Writer, journalist and activist Şule Yüksel Şenler, a figure credited with introducing the modern headscarf to generations of Muslim women and known for her work for a more active role for Muslim women in society, passed away yesterday at the age of 81. Doctors at the Istanbul hospital where she has been in intensive care for about five months for congestive heart failure announced that she died of a septic shock. For younger generations, Şenler is known for her novel "Huzur Sokağı" ("Peace Street"), which was recently adapted into a popular TV drama.
For popular culture pundits, she was the writer who introduced Emine Erdoğan to her future husband, President Recep Tayyip Erdoğan. Şenler was, of course, more than this and left her mark in the history of Muslim women in modern Turkey with her writings and unflinching activism that landed her in prison.
She was born in 1938 in central Turkey's Kayseri to a relatively secular family, who later settled in Istanbul. Şenler dropped out of school and had to work when her family went bankrupt and her mother ailed. She worked as an assistant to an Armenian tailor after leaving middle school, an experience that later led her design of a new type of headscarf for conservative women.
Nevertheless, she found her true calling in writing. She was only 14 when her stories were published in Yelpaze magazine. It was also the writing that led her to adopt "Şule" as her first name as Yüksel was a unisex name and she wanted to highlight her gender.
She was in her 20s when she started penning articles in the Kadın (Woman) newspaper. Though a conservative woman, she was not a practicing Muslim up until her 20s and would later credit her elder brother for introducing her to her new lifestyle. Her brother's advice to read "Risale," a popular book by prominent cleric Said Nursi, changed her life and she started covering her head and performing prayers in the 1960s. Her life would also take another direction in those years when she joined Yeni İstiklal newspaper, where she faced a barrage of lawsuits for her articles.
Şenler was a new voice for Muslim women in overtly "secular" Turkey where Muslim women were shunned in social life and faced a dire choice of either downplaying their religious views or risk criticism and worse by wearing a headscarf. Her articles and a series of conferences in the 1960s and 1970s helped shape the identity of well-educated Muslim women who increasingly took to wearing the headscarf. The headscarf issue that would haunt Muslim women for decades to come and led to their persecution, was Şenler's most renowned cause. So much so, women choosing to wrap their headscarf like her would be called "Şulebaş" (Şule head).
She pioneered a new path for women in headscarves with her journalism work as she was one of the first headscarf-wearing journalists in Turkey. Amid her busy schedule, she still found time to publish a magazine with her brother where she drew headscarf and long coat designs for Muslim women. Her designs received overwhelming interest among young women in Anatolia who increasingly took up wearing headscarves to schools. Years later, headscarf-wearing women would be banned from universities by the country's secular elite.

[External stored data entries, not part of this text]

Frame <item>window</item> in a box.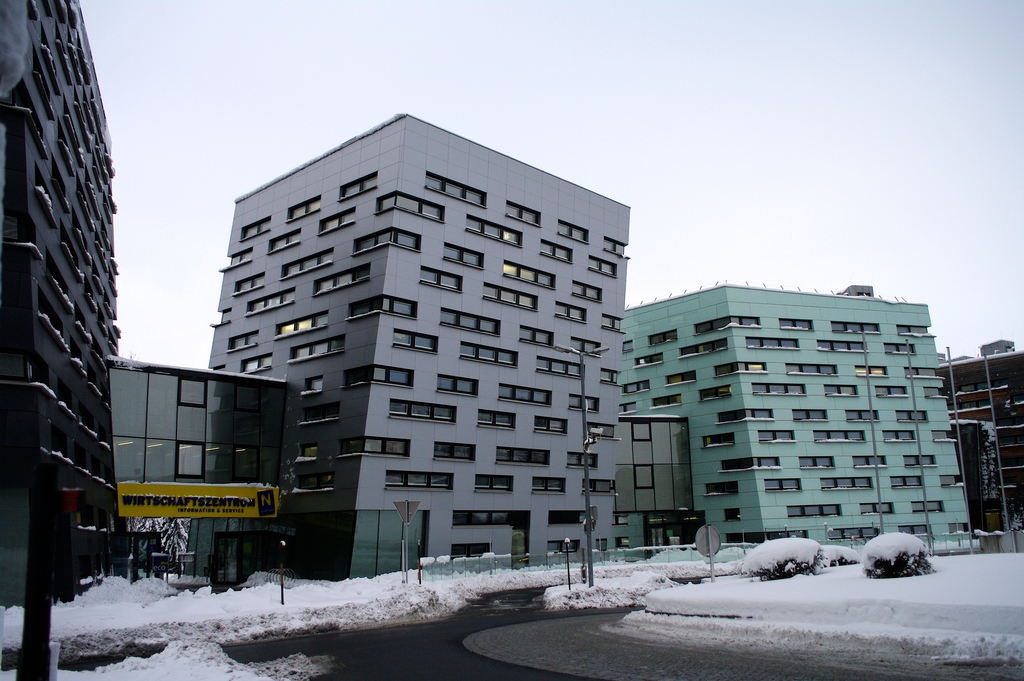
bbox=[384, 472, 456, 494].
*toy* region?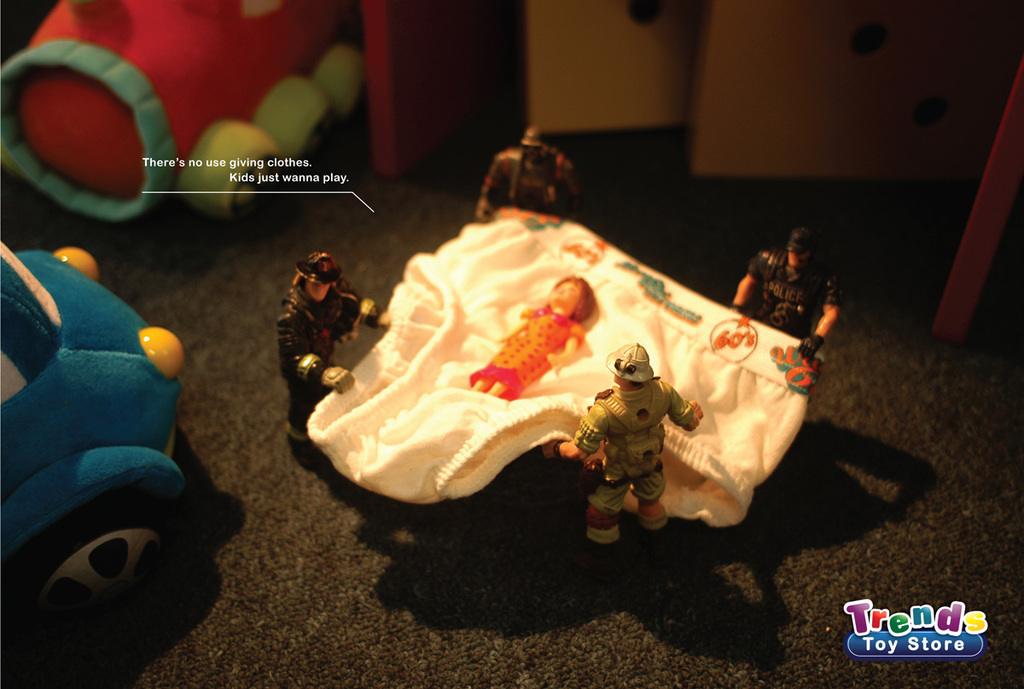
470/274/586/403
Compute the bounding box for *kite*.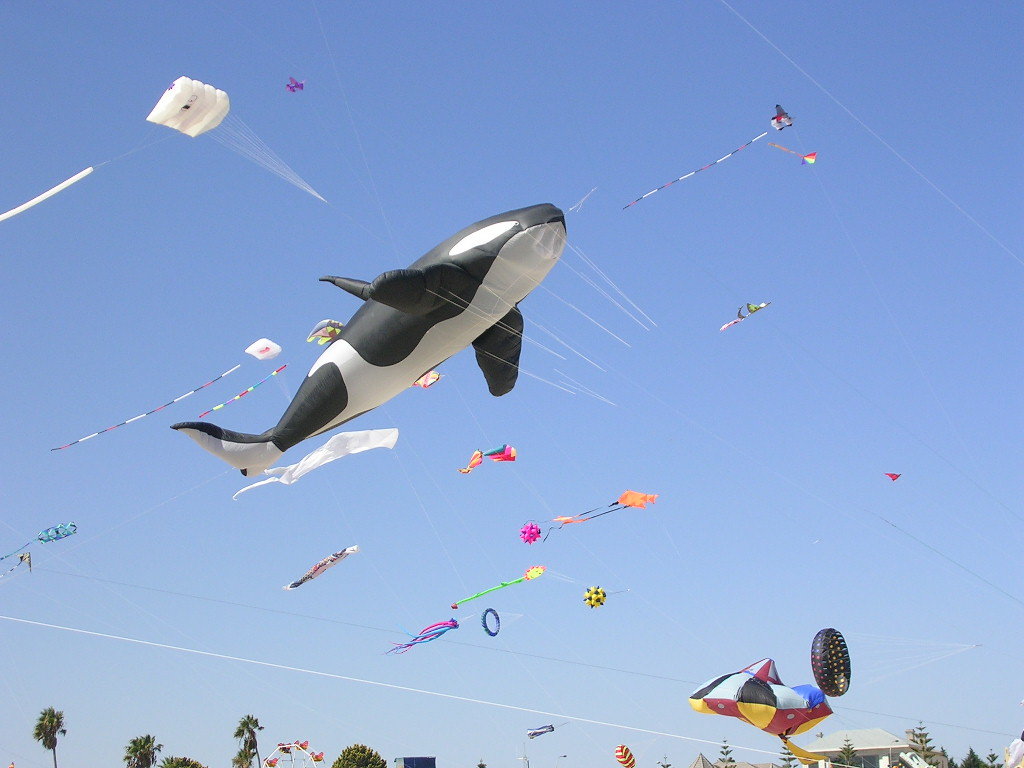
pyautogui.locateOnScreen(515, 490, 657, 550).
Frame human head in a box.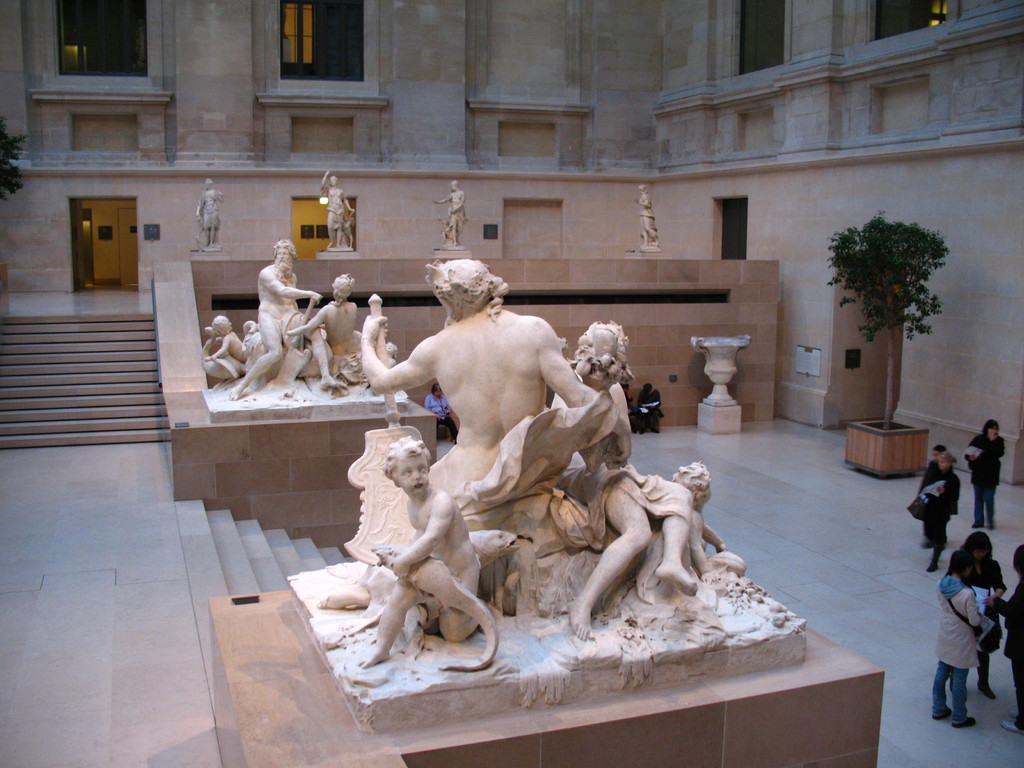
(left=637, top=183, right=646, bottom=192).
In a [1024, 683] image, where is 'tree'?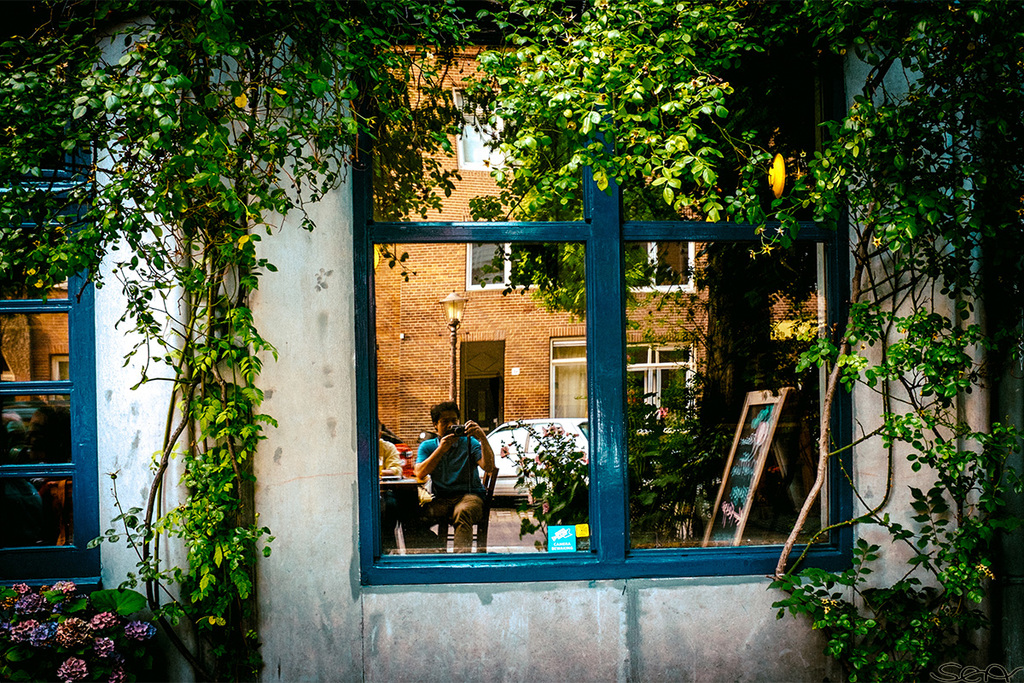
locate(0, 0, 479, 682).
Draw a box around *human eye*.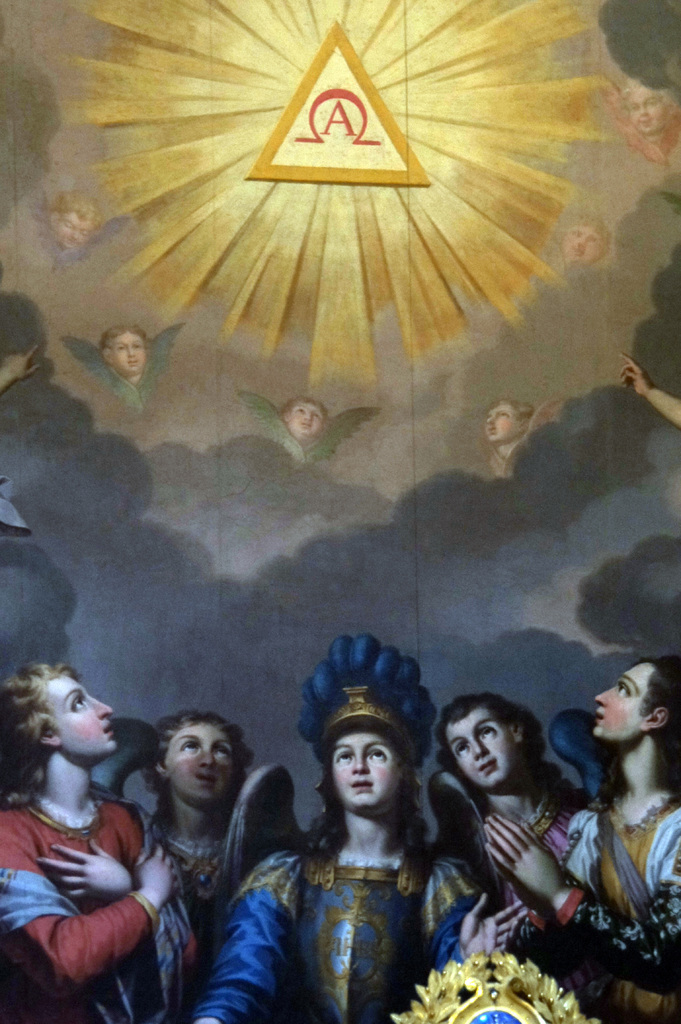
Rect(114, 344, 125, 354).
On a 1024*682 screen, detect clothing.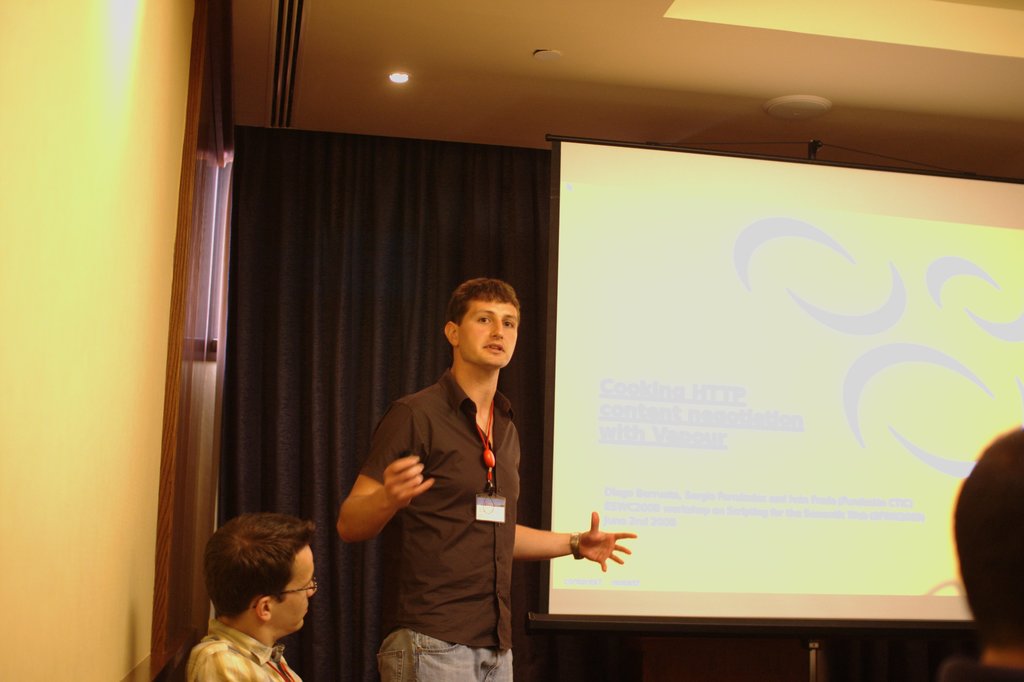
[346, 329, 576, 663].
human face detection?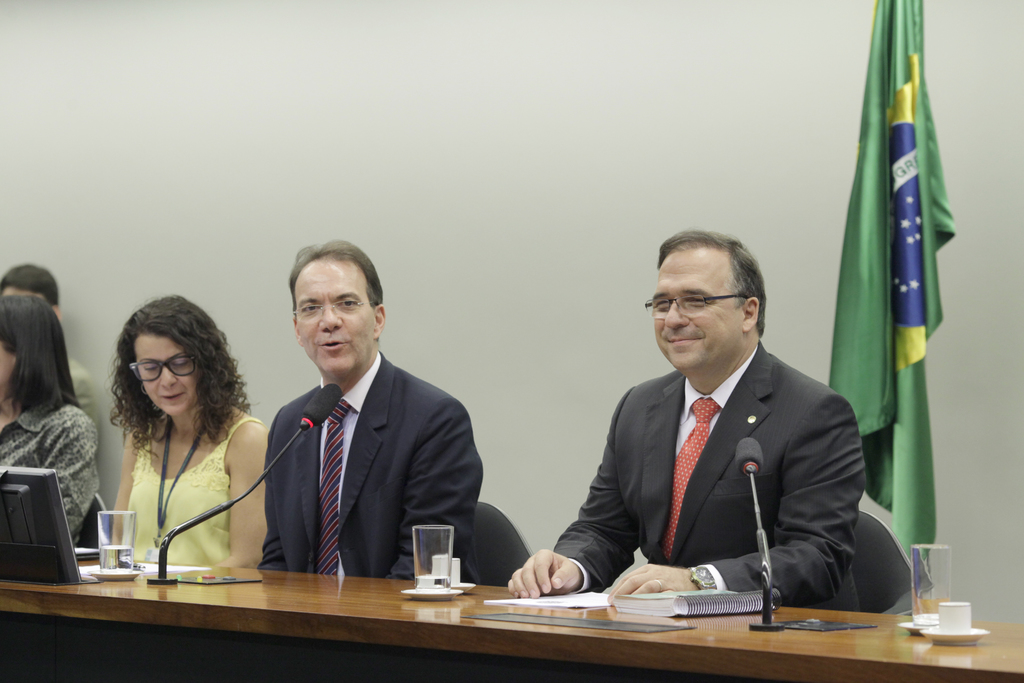
detection(652, 250, 744, 368)
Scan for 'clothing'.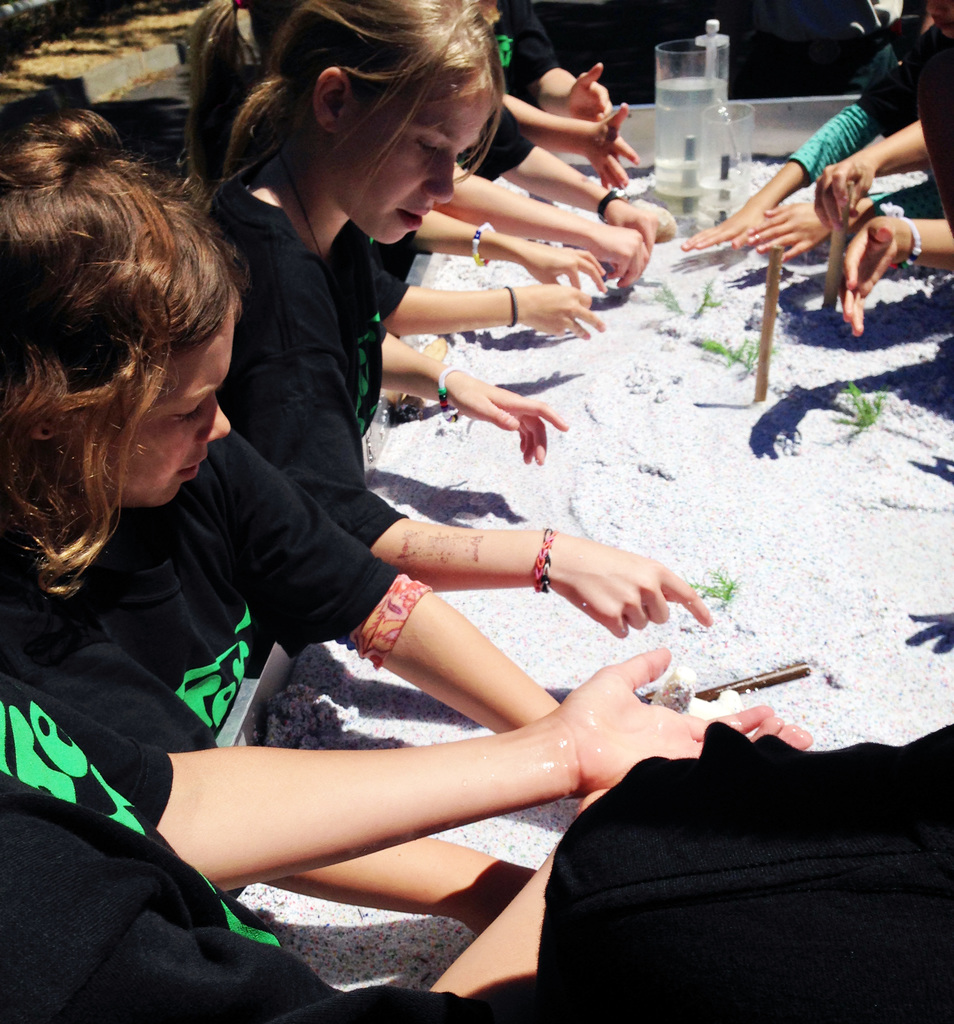
Scan result: bbox=[0, 318, 442, 878].
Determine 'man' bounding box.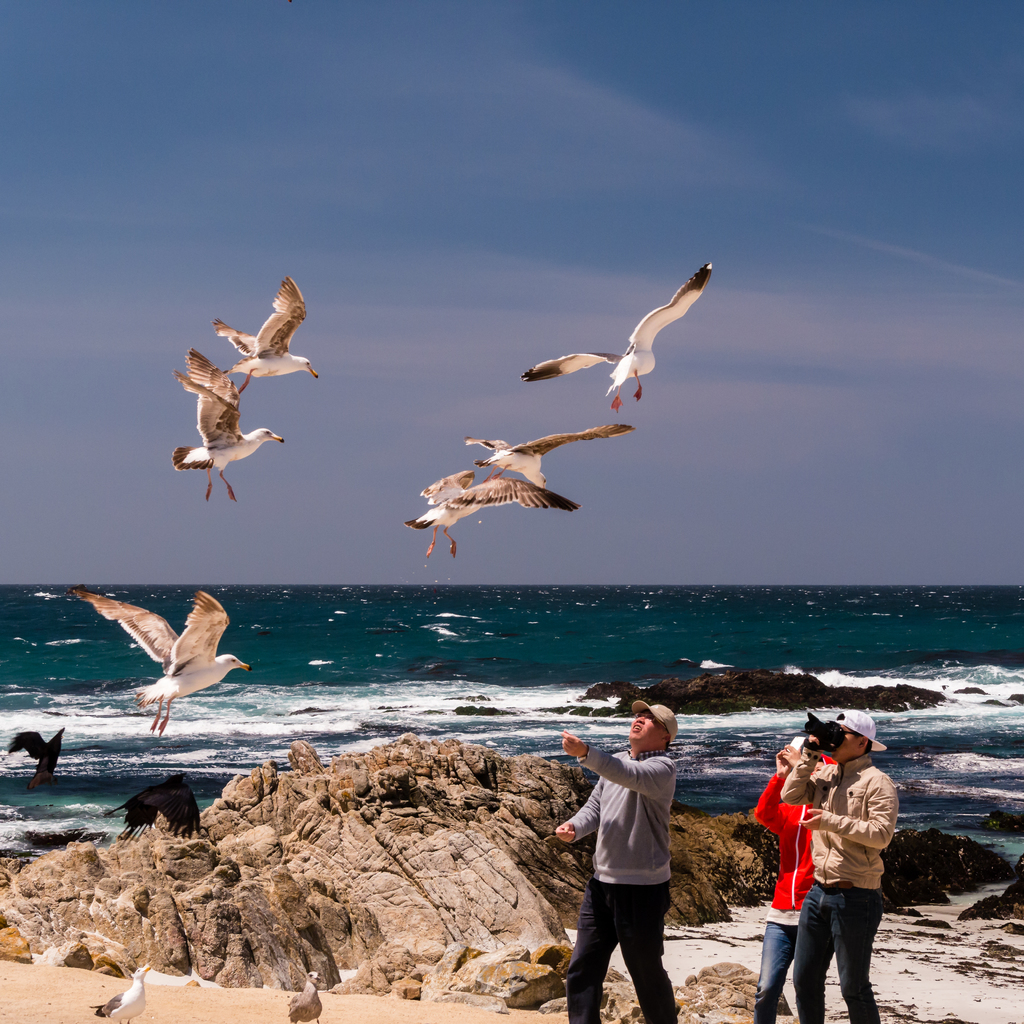
Determined: bbox(776, 706, 897, 1023).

Her activism for women naturally drew the attention of authorities which did not tolerate a headscarf-wearing woman influencing the masses. "Those behind [the increasing number of] covered women on the streets will be punished," President Cevdet Sunay bluntly said in 1971. Şenler, in response, penned a letter to Sunay and called him to apologize to "Allah and the nation." She was charged with insulting the president and was jailed for eight months. Sunay issued a pardon for her two months into her sentence but she refused and served the full term. She resumed her conferences after release and served as a journalist in several newspapers up until the early 2000s. She battled age-related diseases over the past 15 years.
Her books include "Suffering of the Youth," "What Happened to Us?" "Woman in Islam and Today," "Tears of the Civilization," "The Girl and The Flower," but her most famous book was the novel "Peace Street."
The novel, telling the story of a young woman falling in love with a pious man and finding religion in the process was a bestseller and was adapted into a popular film "Crossroads" in 1970. The film was adapted into a TV series under the book's original name in 2012 and again, proved popular among modern audiences.
ERDOĞAN EXPRESSES CONDOLENCES
President Recep Tayyip Erdoğan issued a condolence message on Twitter, accompanied by his photo with Şenler. "I learned with great sorrow the passing of Şule Yüksel Şenler, a pioneer in the headscarf struggle, a valuable writer who devoted her life to raising consciousness among the youth. May Allah bless her soul," Erdoğan said.